Roma Balwani, director of communications and brand at Vedanta Group, India’s largest metals and minerals player, approached the situation thus: "Through compassionate communication and not crisis communication. We set up a special fund, a special task force and the three areas of focus were – the employees, the community and the migrant workers…and we also extended our circle to stray animals."

For Tata Consultancy Services, India’s largest IT services brand, "the top priority was to ensure the safety of our employees and their families and making sure that clients were not disrupted", added Abhinav Kumar, chief marketing & communications officer of global markets. “We needed to project it was ‘business as usual’ and we had a virtual AGM (the first ever) and financial quarter results” he added.

With continuity a key focus, leadership communication assumed a degree of vital primacy to inspire confidence and give assurance. For Gayathri Sharma, head of communications for India & South Asia at Rolls-Royce, “What was important was the role of our CEO in leading the communications.” Echoing this approach, Suniet Bezbaroowa, marketing, brand, and communications director at Deloitte India and South Asia, said that “a lot of communication has happened from the leadership, which has lessened the gap between leadership and people”.
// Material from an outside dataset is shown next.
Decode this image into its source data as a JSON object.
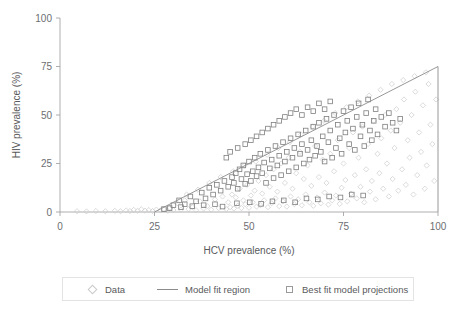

According to Arpana K Ahuja, India lead for communications & programmes at Shell, the theme was to “lead with purpose, keep employees first and leadership in the spotlight, increase and expand in communication and communication must be hyper-sensitive in context.” At Oracle, the epicentre of innovation was products, while communication was narrowly directed at customers and employees, as “less is more”, said Deebba Ali, director of corporate communications and India PR lead.

Summing up, senior industry observers put it well. “Innovative or disruptive communication should have simplicity, effortlessness, and the ability to have global impact,” opined Senjam Raj Sekhar, communications consultant and former head of communications of now Walmart-owned Flipkart. “John Hopkins University is a good example of this where they became the one with the most reader friendly data dashboard on the pandemic and became more referenced than WHO. Zermatt Tourism also stood out, by displaying one country’s flag a day which countries watched out for and filled them with pride”, he added.

According to Rachana Panda, communications leader, and former chief communications officer & citizenship leader at GE South Asia, “This has been the time of business innovation. It is time for the unusual too. We have auto businesses getting into healthcare and the story-telling has been enhanced, which is really fantastic. Digital selling is a part of the B2B market and communicators have a lot to do."

Always, as evolution has proved ceaselessly, it is the bold who prevail. The response of media, corporates, of communicators and of business leaders during Covid-19 has once more proven beyond doubt that the will to seek, to find and not to yield is as hardwired into our DNA as is the enduring urge to craft our own destinies. This transformational innovation is not just a force of nature, it is the very nature of life itself. Truly, more power to the communicators who continue to harness the most intractable developments in these tough times.

Dilip Yadav is founding partner of First Partners, a communications consultancy based in India.